Stan was the last up. He had woken feeling light-headed and taking in everything at a distance. When he saw Millie walking past the painting tent, he said, “Did you hear? Somebody shot a lion here in the camp.”
“No, it was Nicholas, and the lion suddenly just turned around and ran away. He was coming straight at me.”
“You? Tell me from the beginning.”
He kept looking at her as she talked. She looked all right. It was hard to believe she might have been hurt. All at once it was hard for him to believe anything. He felt drugged.
Breakfast helped a little. And afterwards he went to talk to Ian. He found him checking the rifles.
“I thought we were going to that village.”
Ian turned, said, “Oh,” and looked exasperated. Something had gone wrong with the plans. Or maybe he’d just forgotten. “I told Amos I’d help him with something, go shooting later. Nick can take you.”
“Millie might want to come too, just for once.”
“Oh?”
“We almost never see each other in the daytime any more.”
“Your work may not get any forrader if the people you
interview decide to keep mum. You know what it’s going to be like. They expect one guest, male, and one
interpreter
, ditto, who has the right references. No tourists, no women.”
“Sure. The real authentic stuff.”
“Not in English, perhaps uncomfortable, and both of you will undoubtedly be forced to sit through hours of speeches, not to mention what you’ll have to eat and drink for the sake of courtesy.”
“Fermented milk and stuff like that?”
“And the odd eyeball floating in muck. I’ve known it happen.”
“I’ll see you later,” Stan said. As soon as he saw Nicholas, he asked about the eating and drinking.
“No, no. I’ll see to that. He’s in a foul mood today. We’ll be all right. The usual drill. But it’s a fair distance. It’s going to be a long day. We should have started earlier.”
“Was that you out walking around so early, when it was still dark?”
“Yes. I couldn’t sleep.”
“I heard you coughing.”
“That wasn’t me,” he said. “That was the lion.”
*
The two women stayed in camp. Pippa had a headache—or perhaps, she said, just possibly a hangover—and thought she might rest till the afternoon.
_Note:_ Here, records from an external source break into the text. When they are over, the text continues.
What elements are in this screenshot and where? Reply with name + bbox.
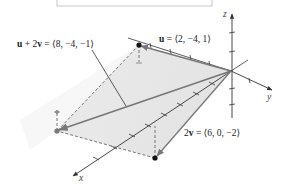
y-axis-negative	[231, 60, 248, 71]
vector-diagram: z y x u = ⟨2, −4, 1⟩ u + 2v = ⟨8, −4, −1…	[0, 0, 288, 185]
y-axis-label: y	[267, 93, 271, 103]
vector-u-value: = ⟨2, −4, 1⟩	[164, 34, 211, 44]
y-axis-tick	[249, 78, 250, 83]
point-2v	[152, 155, 157, 160]
point-u-plus-2v	[54, 128, 59, 133]
vector-sum-value: = ⟨8, −4, −1⟩	[42, 39, 94, 49]
x-axis-label: x	[79, 174, 83, 184]
diagram-svg	[0, 0, 288, 185]
vector-sum-plus: + 2	[22, 39, 37, 49]
z-axis-label: z	[223, 10, 227, 20]
y-axis	[231, 71, 272, 90]
vector-2v-value: = ⟨6, 0, −2⟩	[194, 128, 241, 138]
point-u	[136, 42, 141, 47]
vector-sum-label: u + 2v = ⟨8, −4, −1⟩	[17, 40, 94, 50]
top-frame	[57, 0, 212, 6]
vector-2v-label: 2v = ⟨6, 0, −2⟩	[184, 129, 240, 139]
vector-u-label: u = ⟨2, −4, 1⟩	[159, 35, 211, 45]
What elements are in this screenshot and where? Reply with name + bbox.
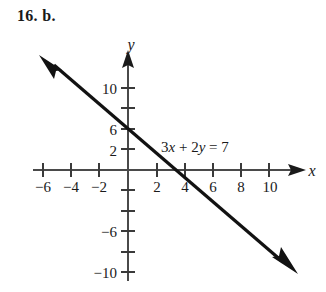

She had also had for the past two days a persistent feeling that there was something in her eye; an eyelash might have worked its way down under the lower lid, to keep touching the eyeball as she blinked. Ian had tried to find it, but hadn’t been much help and was then hurt at her abrupt dismissal of him. She was lying down in her tent when a landrover
drove up and came to a halt in the clearing they had named “the car park”.